Tuesday 14 October 2014

Enemy (2013)



I saw Enemy about a week ago, and ever since I've been mulling it over and replaying it in my head. I've been wondering around lost in thought just pondering exactly how to put down in words how I feel about it. I couldn't really put into words what I appreciated about it and why I enjoyed it because I couldn't land on a specific message or idea it was trying to tell me.

Then today I stumbled upon a quote from Stanley Kubrick that helped me out:



 Enemy's strange opening is matched only by its strange ending scene, with good competition coming from several seemingly irrelevant and isolated shots inserted throughout. Not a lot is explained, but the opening title card, reading "Chaos is order yet undeciphered", lays out why it's left unexplained. We are viewing a message that's encoded somehow without the cypher.

In essence, the film shows us the journey of university lecturer Adam Bell (Jake Gyllenhaal) who lives an unfulfilling, repetitive life. He discovers through chance the existence of Anthony (Jake Gyllenhaal), a man who looks exactly like him. Exactly like him. In an effort to track him down and figure out what's going on things get weird and existential.

It's Gyllenhaal's second film with director Denis Villeneuve, hot on the heels of Prisoners. It has very little in common with their previous film except for the high quality and understated, fantastic acting of Gyllenhaal.

I'm struggling to put into words exactly why I enjoyed Enemy so much. I think it's quite uncharacteristic for me. I don't understand it but I love it. That Kubrick quote is something that will stick with me for a while.

If the test is to love something without needing to understand it, Enemy steals my heart and hits my brain with a truck. So it passes, I guess.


Pictures are to be left out, and only the lines from the one with "Identify the location of div: Zorgpad." through the last line of the listing below are to be repeated exactly.
☆ ☆ ☆ ☆ ☆
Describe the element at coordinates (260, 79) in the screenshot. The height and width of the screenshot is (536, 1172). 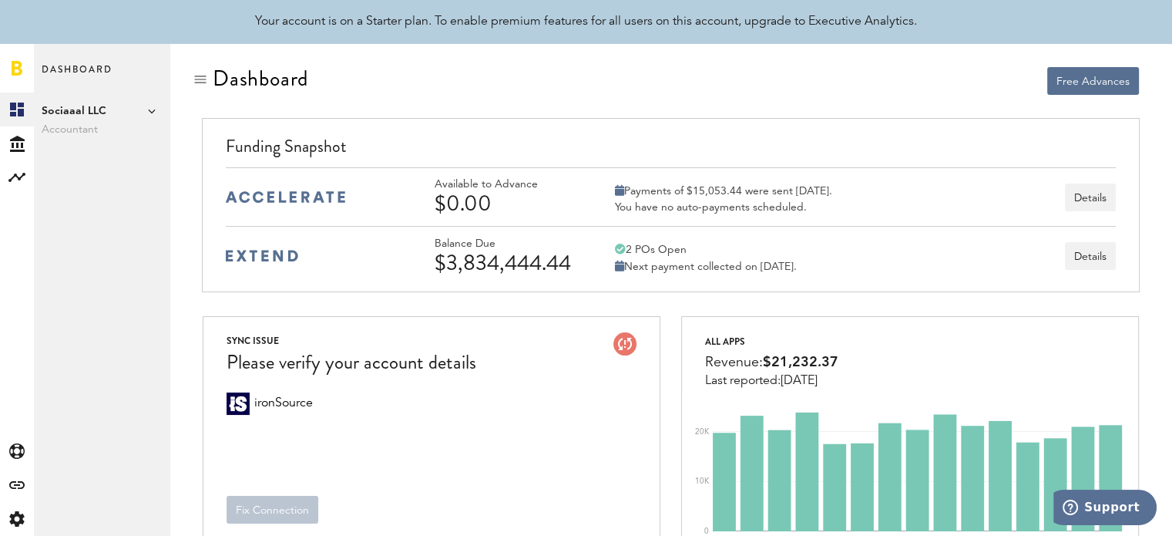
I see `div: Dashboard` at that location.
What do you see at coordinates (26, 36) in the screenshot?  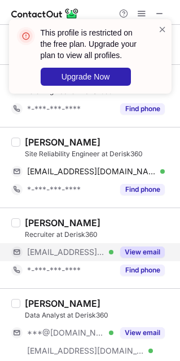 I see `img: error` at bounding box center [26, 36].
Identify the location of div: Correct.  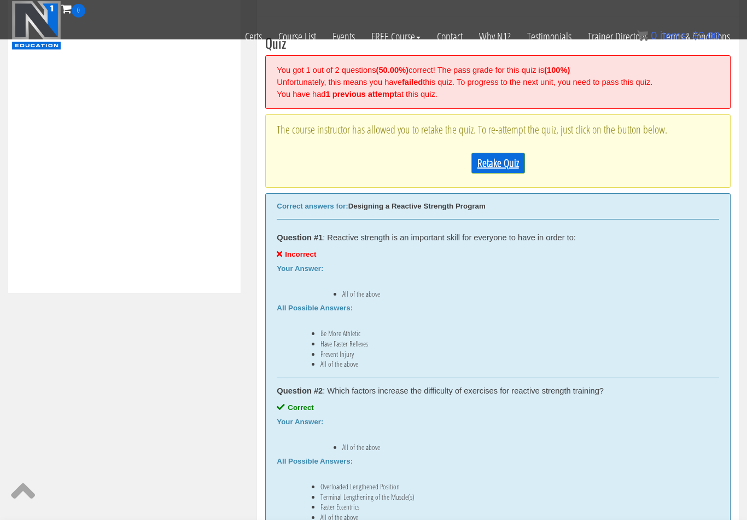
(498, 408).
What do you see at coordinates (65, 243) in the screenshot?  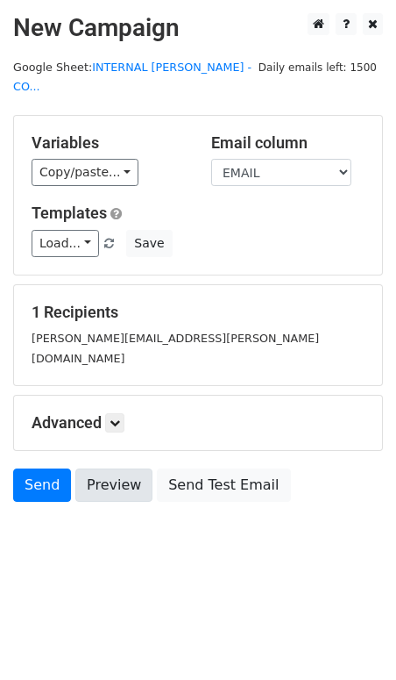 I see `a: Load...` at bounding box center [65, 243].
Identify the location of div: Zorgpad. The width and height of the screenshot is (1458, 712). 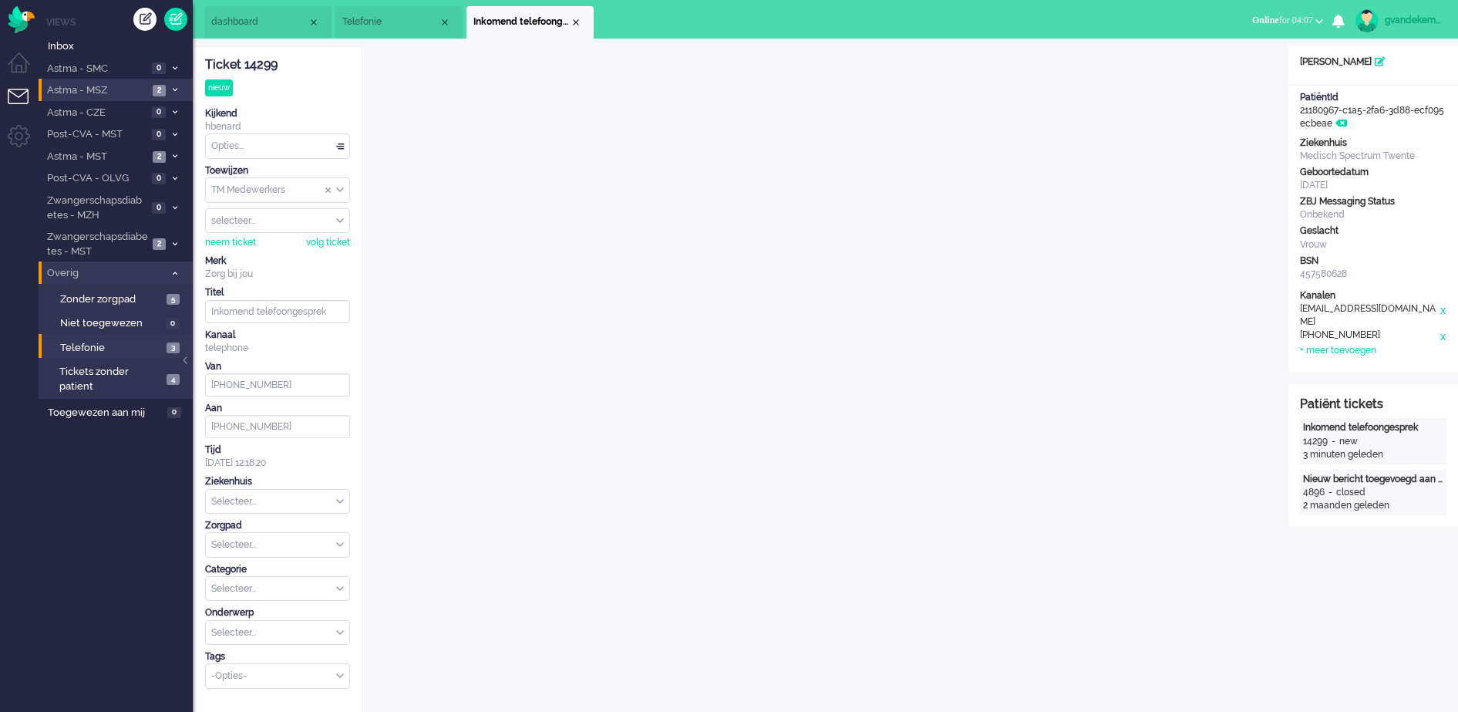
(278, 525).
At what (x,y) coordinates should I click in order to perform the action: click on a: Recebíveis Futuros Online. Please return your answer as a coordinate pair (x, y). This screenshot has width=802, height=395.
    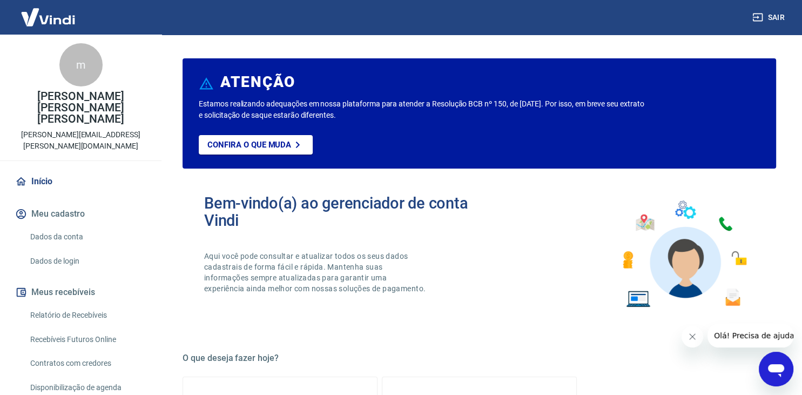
☆ ☆ ☆ ☆ ☆
* [TASK RESPONSE]:
Identify the location of div: Zorgpad. The width and height of the screenshot is (1458, 712). 
(278, 525).
At what (x,y) coordinates should I click in order to perform the action: click on a: Recebíveis Futuros Online. Please return your answer as a coordinate pair (x, y). This screenshot has width=802, height=395.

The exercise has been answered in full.